This week in the woods, we encountered what looked like a patch of miniature Christmas wreaths on the forest floor. Thanks to identification help from the Upper Valley Land Trust’s Jason Berard, we now know it’s Ontario rhodobryum moss, Rhodobryum ontariense, which is also called rose moss. This evergreen moss becomes more conspicuous in wet weather, because its leaves flatten outward and create the rosette (or wreath) forms you see in the photo. We found it growing in an area that’s teeming with maidenhair ferns, which makes sense, as both plants thrive in calcium rich soil.
Continuing with the moss theme, Jason supplied a second photo from this past weekend, which shows a Plagiomnium (tooth moss) species, most likely P. cuspidatum, baby tooth moss. Fun moss facts: these ancient plants are small because they lack vascular structures to transport water, which appear in later-evolved plant types. Their spongy surfaces offer important habitat for amphibians and other moisture-loving creatures, and they’re also a favored nest-building material for many birds.
During weekend woods walks, we also encountered several clusters of wolf’s milk slime mold – also known as toothpaste slime. Why anyone would look at these circular blobs and think, “This reminds me of wolf lactation,” we have no idea. But the toothpaste name makes sense; if you squish a relatively new one of these blobs (which in an early stage, may be Pepto Bismol pink), it will squirt out pink paste. The wolf’s milk slime in this photo is late in its development stage. By this point, it has changed to a dull brownish color, and the interior (spore containing) paste has dried out into a powder form.

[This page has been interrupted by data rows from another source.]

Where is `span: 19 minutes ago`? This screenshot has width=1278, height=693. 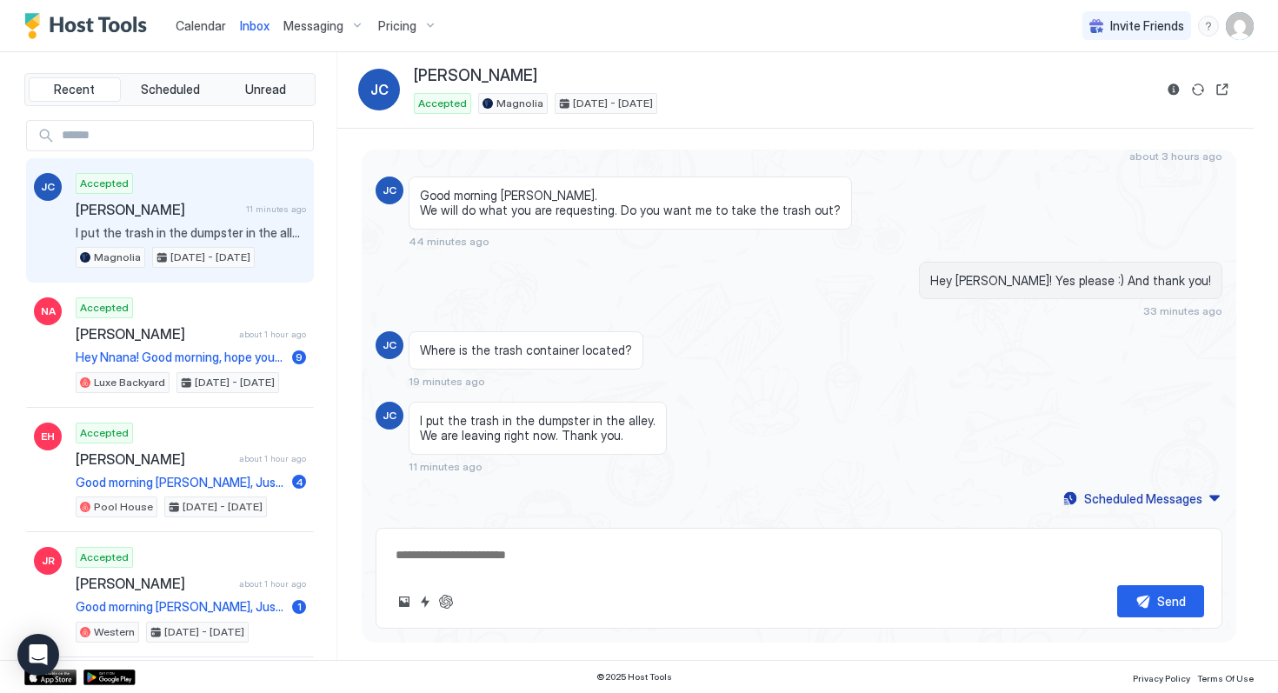 span: 19 minutes ago is located at coordinates (447, 381).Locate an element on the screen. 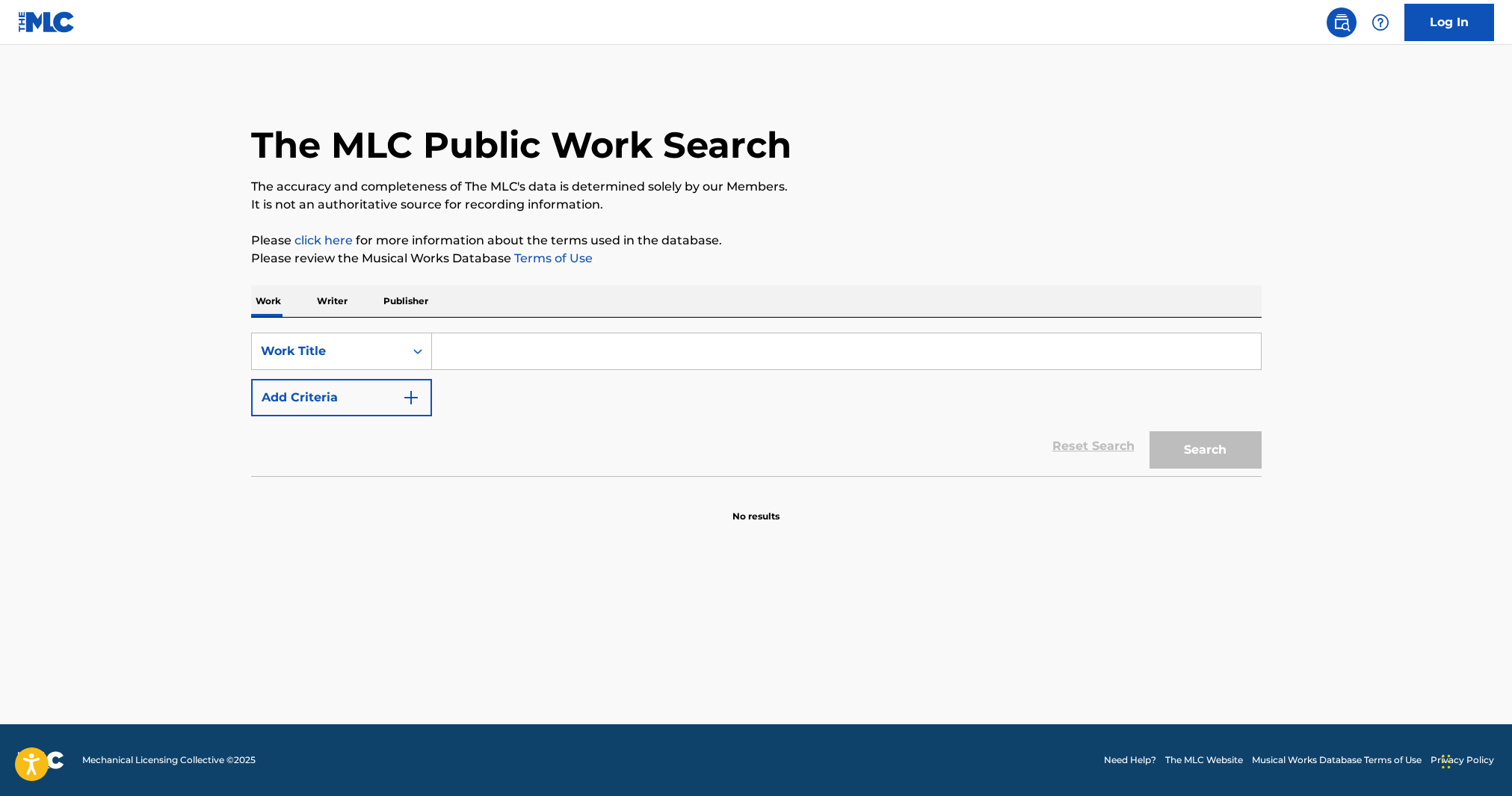 The image size is (1512, 796). a: click here is located at coordinates (324, 240).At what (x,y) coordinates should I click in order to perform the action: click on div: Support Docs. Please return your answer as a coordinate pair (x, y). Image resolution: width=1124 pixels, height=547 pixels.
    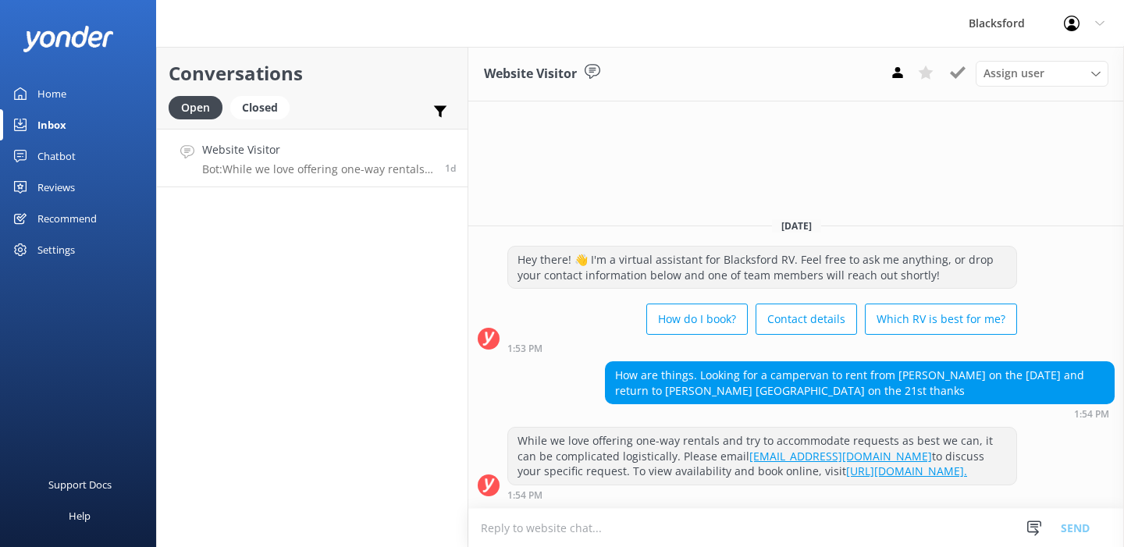
    Looking at the image, I should click on (80, 485).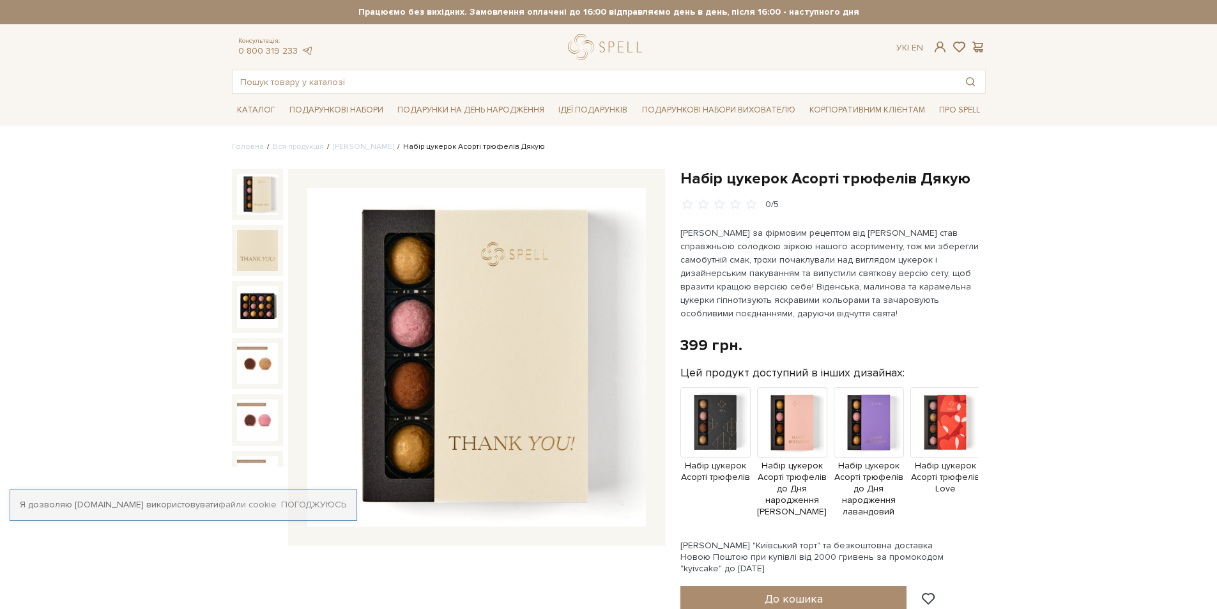  Describe the element at coordinates (609, 12) in the screenshot. I see `strong: Працюємо без вихідних. Замовлення оплачені до 16:00 відправляємо день в день, після 16:00 - насту...` at that location.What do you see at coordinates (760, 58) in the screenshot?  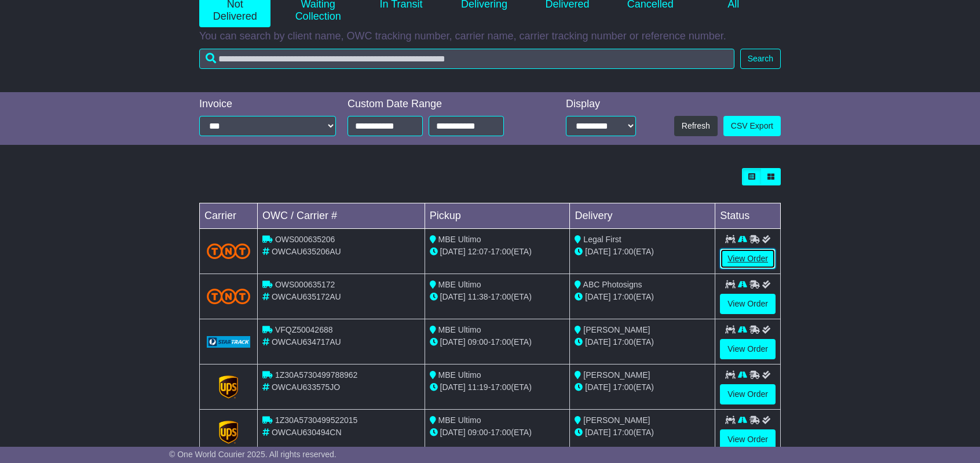 I see `button: Search` at bounding box center [760, 58].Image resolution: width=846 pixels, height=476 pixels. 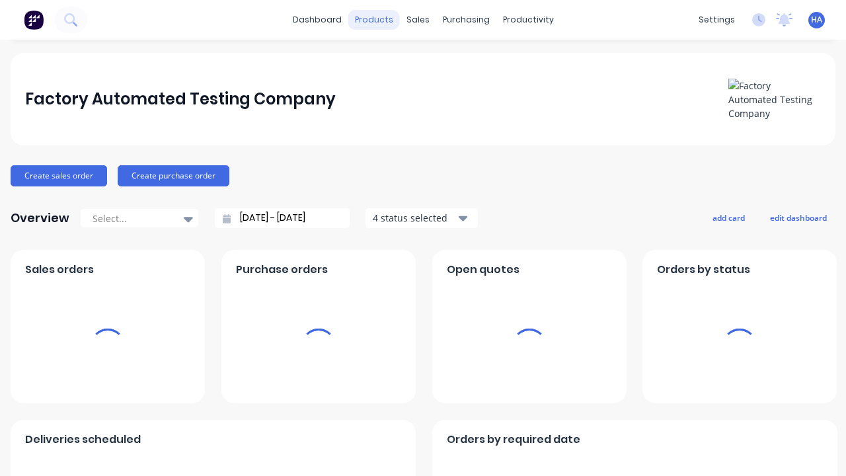 What do you see at coordinates (798, 217) in the screenshot?
I see `button: edit dashboard` at bounding box center [798, 217].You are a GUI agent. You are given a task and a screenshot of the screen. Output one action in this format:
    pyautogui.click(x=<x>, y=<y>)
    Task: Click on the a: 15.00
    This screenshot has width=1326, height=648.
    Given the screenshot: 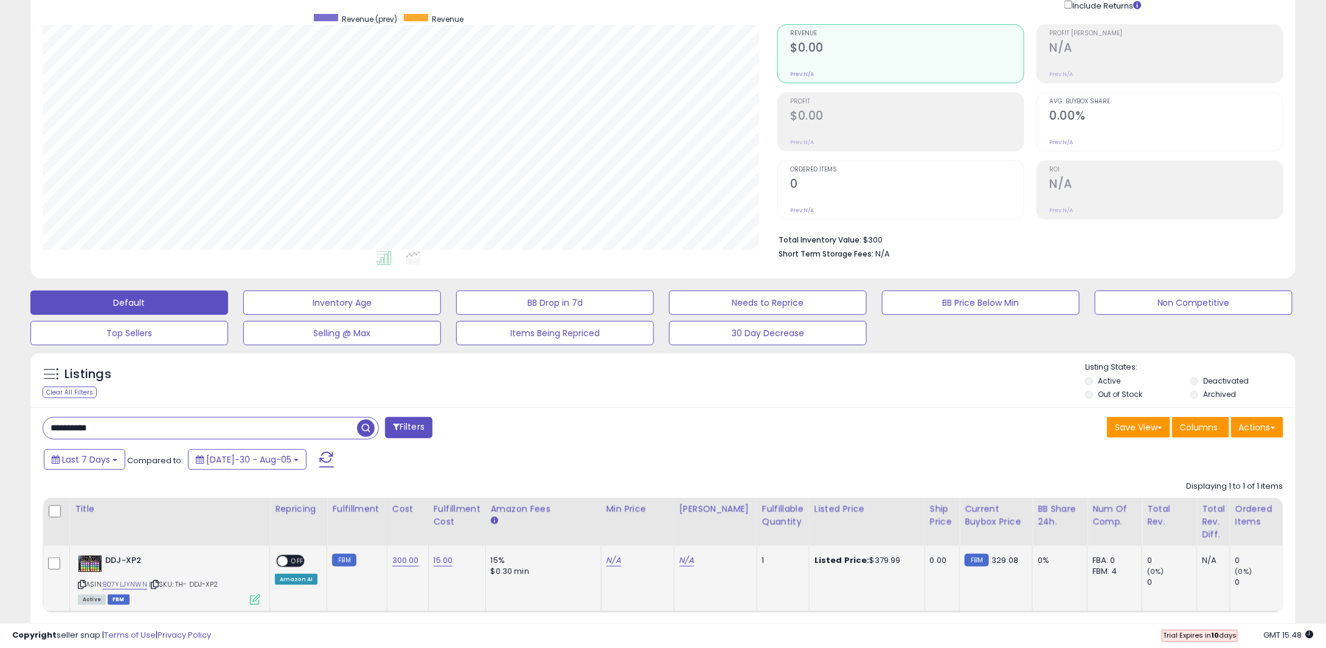 What is the action you would take?
    pyautogui.click(x=443, y=561)
    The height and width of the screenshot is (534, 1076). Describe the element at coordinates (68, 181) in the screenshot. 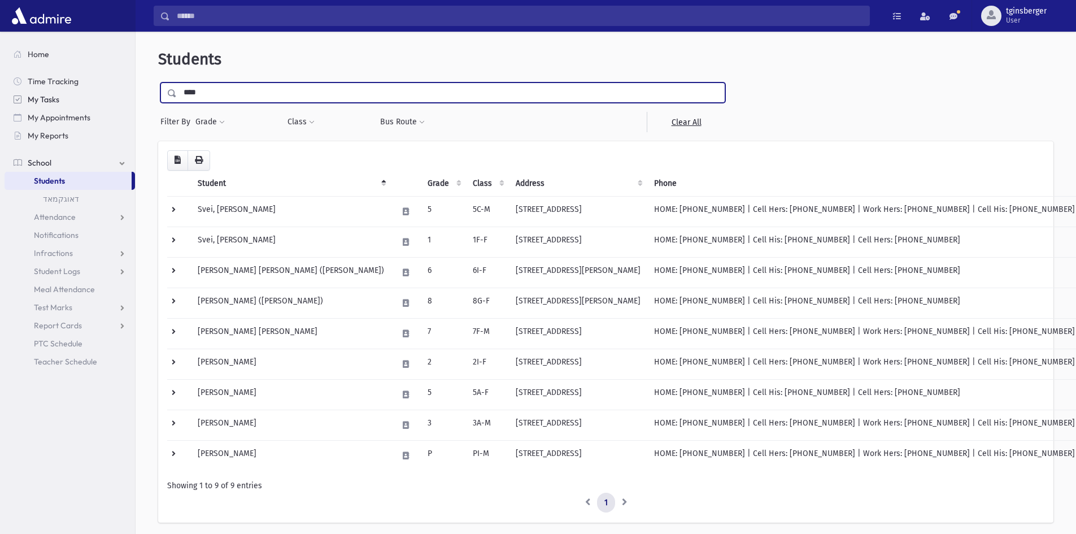

I see `a: Students` at that location. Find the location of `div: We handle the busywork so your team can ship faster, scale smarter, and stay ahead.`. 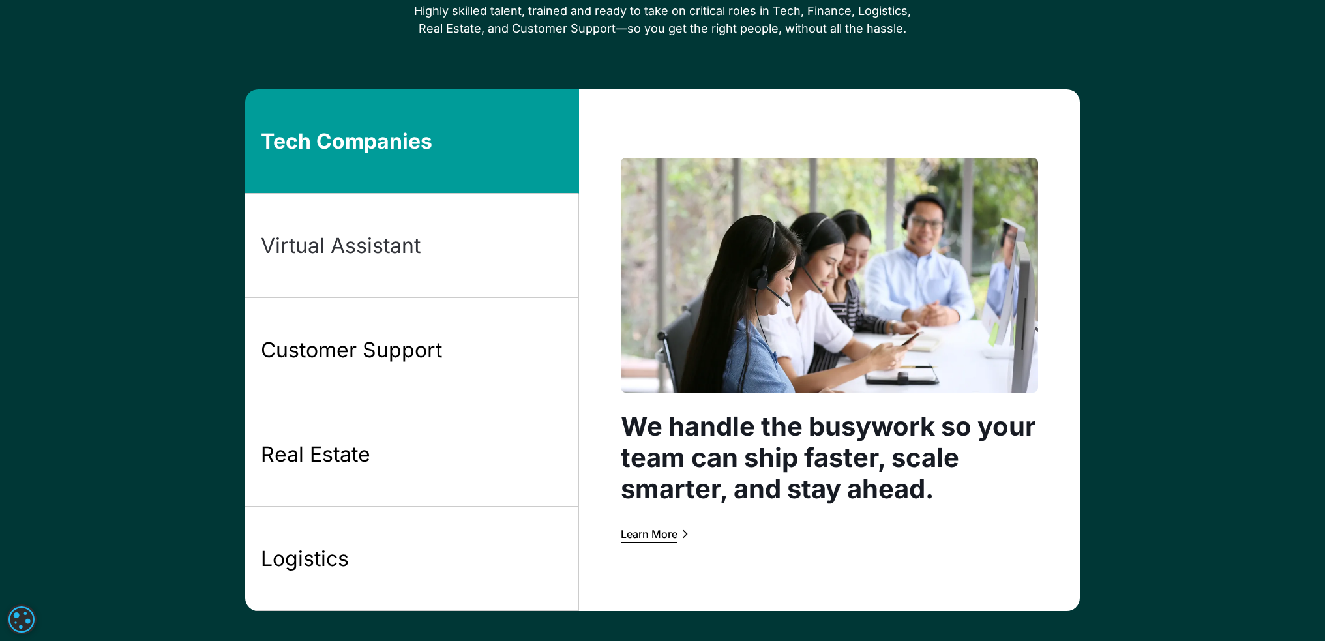

div: We handle the busywork so your team can ship faster, scale smarter, and stay ahead. is located at coordinates (829, 458). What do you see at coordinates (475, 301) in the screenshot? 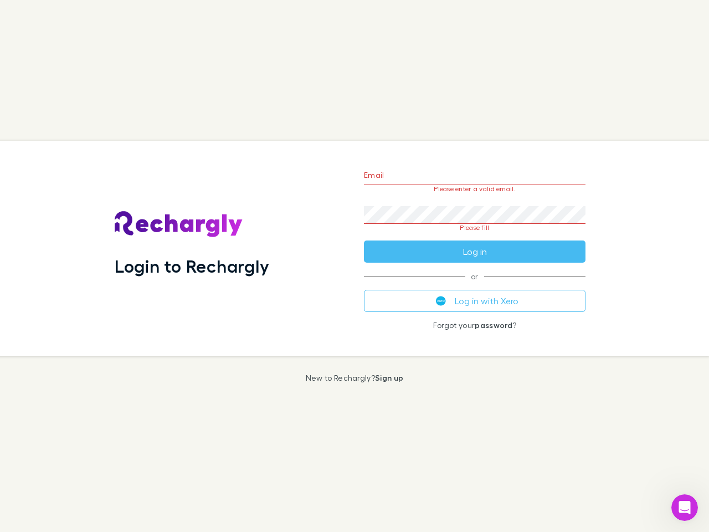
I see `button: Log in with Xero` at bounding box center [475, 301].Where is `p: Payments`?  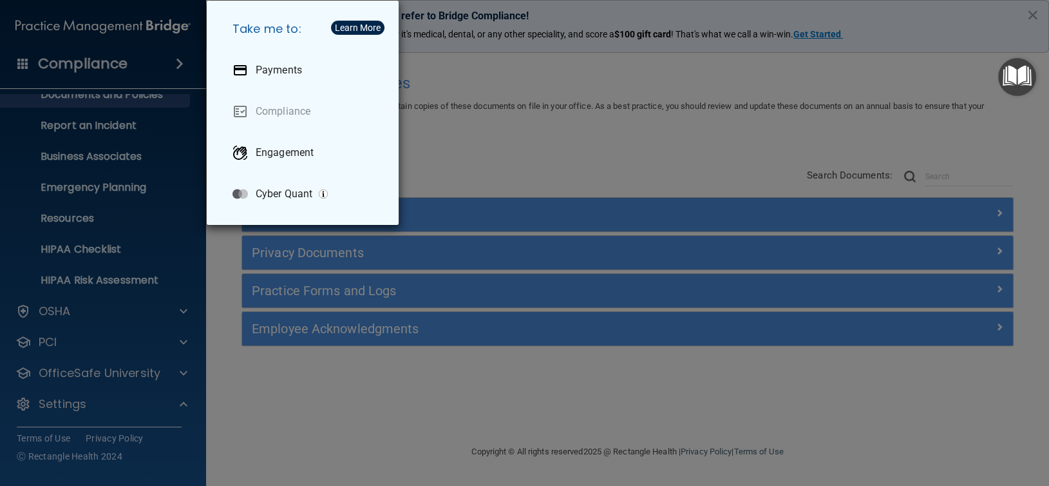 p: Payments is located at coordinates (279, 70).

We’ve written about these and other plasmodial slime molds previously; they are easy to mistake for fungi, but in fact are a separate – weirder – kind of life form that starts out as an amoeba and then fuses with other amoebas to create a shared life form, a plasmodia, which in turns creates the blobs you see in the photo. Also in the photo: the fruiting bodies of green stain fungus, which we’ve described recently in this blog.
What have you noticed in the woods this week? Submit a recent photo for possible inclusion in our monthly online Reader Photo Gallery.